Aim of the task
Word for word, repeat every entry that appears below.

Records
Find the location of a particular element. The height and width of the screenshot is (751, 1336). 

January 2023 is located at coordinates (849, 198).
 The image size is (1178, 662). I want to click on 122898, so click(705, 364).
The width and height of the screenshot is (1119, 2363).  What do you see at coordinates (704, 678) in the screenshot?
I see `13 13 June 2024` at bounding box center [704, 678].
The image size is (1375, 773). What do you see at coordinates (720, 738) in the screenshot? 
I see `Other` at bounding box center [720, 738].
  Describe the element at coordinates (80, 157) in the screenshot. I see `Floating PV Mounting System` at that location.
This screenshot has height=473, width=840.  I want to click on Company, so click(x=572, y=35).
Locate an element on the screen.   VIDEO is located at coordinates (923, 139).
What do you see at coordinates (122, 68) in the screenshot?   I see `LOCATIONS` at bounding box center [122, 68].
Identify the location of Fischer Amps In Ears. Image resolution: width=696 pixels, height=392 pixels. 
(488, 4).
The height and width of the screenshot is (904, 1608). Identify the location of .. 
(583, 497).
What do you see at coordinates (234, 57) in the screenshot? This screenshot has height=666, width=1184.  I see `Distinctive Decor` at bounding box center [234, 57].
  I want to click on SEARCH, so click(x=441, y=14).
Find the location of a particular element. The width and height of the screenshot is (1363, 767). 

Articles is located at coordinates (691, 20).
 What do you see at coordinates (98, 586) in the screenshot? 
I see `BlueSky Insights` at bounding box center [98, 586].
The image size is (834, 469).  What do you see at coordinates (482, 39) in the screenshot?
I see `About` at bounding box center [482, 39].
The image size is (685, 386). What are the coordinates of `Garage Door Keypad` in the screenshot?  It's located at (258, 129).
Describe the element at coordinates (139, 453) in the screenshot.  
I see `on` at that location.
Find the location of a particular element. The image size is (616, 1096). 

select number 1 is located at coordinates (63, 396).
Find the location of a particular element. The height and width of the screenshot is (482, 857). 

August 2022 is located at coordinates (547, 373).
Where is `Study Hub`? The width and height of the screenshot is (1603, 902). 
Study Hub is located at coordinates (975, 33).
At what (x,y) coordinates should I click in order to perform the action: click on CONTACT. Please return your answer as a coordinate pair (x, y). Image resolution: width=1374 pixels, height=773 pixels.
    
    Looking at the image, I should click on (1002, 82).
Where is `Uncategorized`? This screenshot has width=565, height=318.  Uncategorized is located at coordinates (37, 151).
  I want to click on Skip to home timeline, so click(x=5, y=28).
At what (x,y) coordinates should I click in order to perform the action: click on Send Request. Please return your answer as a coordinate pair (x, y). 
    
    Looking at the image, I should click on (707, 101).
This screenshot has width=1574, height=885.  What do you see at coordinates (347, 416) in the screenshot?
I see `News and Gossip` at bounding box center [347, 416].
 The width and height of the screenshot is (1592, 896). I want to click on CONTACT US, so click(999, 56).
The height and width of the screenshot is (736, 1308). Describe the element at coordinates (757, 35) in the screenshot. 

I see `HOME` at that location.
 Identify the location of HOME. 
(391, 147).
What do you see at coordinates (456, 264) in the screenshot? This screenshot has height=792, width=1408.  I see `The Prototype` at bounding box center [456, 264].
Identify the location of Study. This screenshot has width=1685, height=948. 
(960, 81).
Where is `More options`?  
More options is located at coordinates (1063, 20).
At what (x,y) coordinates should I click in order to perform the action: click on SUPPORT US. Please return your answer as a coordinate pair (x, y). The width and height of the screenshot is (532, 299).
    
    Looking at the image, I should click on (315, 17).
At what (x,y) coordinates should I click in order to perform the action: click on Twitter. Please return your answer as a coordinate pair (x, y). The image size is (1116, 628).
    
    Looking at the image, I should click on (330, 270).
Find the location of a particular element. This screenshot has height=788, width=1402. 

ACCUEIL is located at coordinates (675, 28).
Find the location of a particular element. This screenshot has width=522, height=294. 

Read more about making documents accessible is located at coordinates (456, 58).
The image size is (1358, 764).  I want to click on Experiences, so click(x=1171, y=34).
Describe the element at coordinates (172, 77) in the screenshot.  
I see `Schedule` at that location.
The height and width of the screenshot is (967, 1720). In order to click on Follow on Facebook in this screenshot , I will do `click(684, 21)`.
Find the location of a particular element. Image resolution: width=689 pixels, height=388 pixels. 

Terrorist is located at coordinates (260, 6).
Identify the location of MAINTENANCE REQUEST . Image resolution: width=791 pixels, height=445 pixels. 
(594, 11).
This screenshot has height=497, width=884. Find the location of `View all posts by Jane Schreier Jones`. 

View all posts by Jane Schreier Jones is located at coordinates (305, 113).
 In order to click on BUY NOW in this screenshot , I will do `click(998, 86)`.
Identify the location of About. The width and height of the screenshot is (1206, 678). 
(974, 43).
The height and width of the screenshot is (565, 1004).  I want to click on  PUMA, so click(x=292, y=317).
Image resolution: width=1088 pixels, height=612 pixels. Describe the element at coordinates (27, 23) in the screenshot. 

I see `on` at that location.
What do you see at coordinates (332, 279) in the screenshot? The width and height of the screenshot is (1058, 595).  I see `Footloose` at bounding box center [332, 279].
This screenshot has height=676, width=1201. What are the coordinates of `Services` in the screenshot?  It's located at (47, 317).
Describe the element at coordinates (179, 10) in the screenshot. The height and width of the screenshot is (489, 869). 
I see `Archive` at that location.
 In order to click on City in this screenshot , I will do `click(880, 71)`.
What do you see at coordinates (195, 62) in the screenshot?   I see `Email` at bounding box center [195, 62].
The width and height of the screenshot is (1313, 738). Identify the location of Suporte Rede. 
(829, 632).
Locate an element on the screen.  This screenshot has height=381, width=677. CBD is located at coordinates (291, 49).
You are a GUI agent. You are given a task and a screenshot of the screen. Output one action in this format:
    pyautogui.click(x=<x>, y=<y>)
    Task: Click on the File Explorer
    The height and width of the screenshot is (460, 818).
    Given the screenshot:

Task solution
Find the location of a particular element. The height and width of the screenshot is (751, 1336). 

January 2023 is located at coordinates (849, 198).
 The image size is (1178, 662). I want to click on 122898, so click(705, 364).
The width and height of the screenshot is (1119, 2363).  What do you see at coordinates (704, 678) in the screenshot?
I see `13 13 June 2024` at bounding box center [704, 678].
The image size is (1375, 773). What do you see at coordinates (720, 738) in the screenshot? 
I see `Other` at bounding box center [720, 738].
  Describe the element at coordinates (80, 157) in the screenshot. I see `Floating PV Mounting System` at that location.
This screenshot has height=473, width=840.  I want to click on Company, so click(x=572, y=35).
Locate an element on the screen.   VIDEO is located at coordinates (923, 139).
What do you see at coordinates (122, 68) in the screenshot?   I see `LOCATIONS` at bounding box center [122, 68].
Identify the location of Fischer Amps In Ears. Image resolution: width=696 pixels, height=392 pixels. 
(488, 4).
The height and width of the screenshot is (904, 1608). Identify the location of .. 
(583, 497).
What do you see at coordinates (234, 57) in the screenshot? This screenshot has height=666, width=1184.  I see `Distinctive Decor` at bounding box center [234, 57].
  I want to click on SEARCH, so click(x=441, y=14).
Find the location of a particular element. The width and height of the screenshot is (1363, 767). 

Articles is located at coordinates (691, 20).
 What do you see at coordinates (98, 586) in the screenshot? 
I see `BlueSky Insights` at bounding box center [98, 586].
The image size is (834, 469).  What do you see at coordinates (482, 39) in the screenshot?
I see `About` at bounding box center [482, 39].
The image size is (685, 386). What are the coordinates of `Garage Door Keypad` in the screenshot?  It's located at (258, 129).
Describe the element at coordinates (139, 453) in the screenshot.  
I see `on` at that location.
Find the location of a particular element. The image size is (616, 1096). 

select number 1 is located at coordinates (63, 396).
Find the location of a particular element. The height and width of the screenshot is (482, 857). 

August 2022 is located at coordinates (547, 373).
Where is `Study Hub`? The width and height of the screenshot is (1603, 902). 
Study Hub is located at coordinates (975, 33).
At what (x,y) coordinates should I click in order to perform the action: click on CONTACT. Please return your answer as a coordinate pair (x, y). Image resolution: width=1374 pixels, height=773 pixels.
    
    Looking at the image, I should click on (1002, 82).
Where is `Uncategorized`? This screenshot has width=565, height=318.  Uncategorized is located at coordinates (37, 151).
  I want to click on Skip to home timeline, so click(x=5, y=28).
At what (x,y) coordinates should I click in order to perform the action: click on Send Request. Please return your answer as a coordinate pair (x, y). 
    
    Looking at the image, I should click on (707, 101).
This screenshot has width=1574, height=885.  What do you see at coordinates (347, 416) in the screenshot?
I see `News and Gossip` at bounding box center [347, 416].
 The width and height of the screenshot is (1592, 896). I want to click on CONTACT US, so click(999, 56).
The height and width of the screenshot is (736, 1308). Describe the element at coordinates (757, 35) in the screenshot. 

I see `HOME` at that location.
 Identify the location of HOME. 
(391, 147).
What do you see at coordinates (456, 264) in the screenshot? This screenshot has height=792, width=1408.  I see `The Prototype` at bounding box center [456, 264].
Identify the location of Study. This screenshot has width=1685, height=948. 
(960, 81).
Where is `More options`?  
More options is located at coordinates (1063, 20).
At what (x,y) coordinates should I click in order to perform the action: click on SUPPORT US. Please return your answer as a coordinate pair (x, y). The width and height of the screenshot is (532, 299).
    
    Looking at the image, I should click on (315, 17).
At what (x,y) coordinates should I click in order to perform the action: click on Twitter. Please return your answer as a coordinate pair (x, y). The image size is (1116, 628).
    
    Looking at the image, I should click on (330, 270).
Find the location of a particular element. This screenshot has height=788, width=1402. 

ACCUEIL is located at coordinates (675, 28).
Find the location of a particular element. This screenshot has width=522, height=294. 

Read more about making documents accessible is located at coordinates (456, 58).
The image size is (1358, 764).  I want to click on Experiences, so click(x=1171, y=34).
Describe the element at coordinates (172, 77) in the screenshot.  
I see `Schedule` at that location.
The height and width of the screenshot is (967, 1720). In order to click on Follow on Facebook in this screenshot , I will do `click(684, 21)`.
Find the location of a particular element. Image resolution: width=689 pixels, height=388 pixels. 

Terrorist is located at coordinates (260, 6).
Identify the location of MAINTENANCE REQUEST . Image resolution: width=791 pixels, height=445 pixels. 
(594, 11).
This screenshot has height=497, width=884. Find the location of `View all posts by Jane Schreier Jones`. 

View all posts by Jane Schreier Jones is located at coordinates (305, 113).
 In order to click on BUY NOW in this screenshot , I will do `click(998, 86)`.
Identify the location of About. The width and height of the screenshot is (1206, 678). 
(974, 43).
The height and width of the screenshot is (565, 1004).  I want to click on  PUMA, so click(x=292, y=317).
Image resolution: width=1088 pixels, height=612 pixels. Describe the element at coordinates (27, 23) in the screenshot. 

I see `on` at that location.
What do you see at coordinates (332, 279) in the screenshot? The width and height of the screenshot is (1058, 595).  I see `Footloose` at bounding box center [332, 279].
This screenshot has height=676, width=1201. What are the coordinates of `Services` in the screenshot?  It's located at (47, 317).
Describe the element at coordinates (179, 10) in the screenshot. The height and width of the screenshot is (489, 869). 
I see `Archive` at that location.
 In order to click on City in this screenshot , I will do `click(880, 71)`.
What do you see at coordinates (195, 62) in the screenshot?   I see `Email` at bounding box center [195, 62].
The width and height of the screenshot is (1313, 738). Identify the location of Suporte Rede. 
(829, 632).
Locate an element on the screen.  This screenshot has height=381, width=677. CBD is located at coordinates (291, 49).
You are a GUI agent. You are given a task and a screenshot of the screen. Output one action in this format:
    pyautogui.click(x=<x>, y=<y>)
    Task: Click on the File Explorer
    The height and width of the screenshot is (460, 818).
    Given the screenshot:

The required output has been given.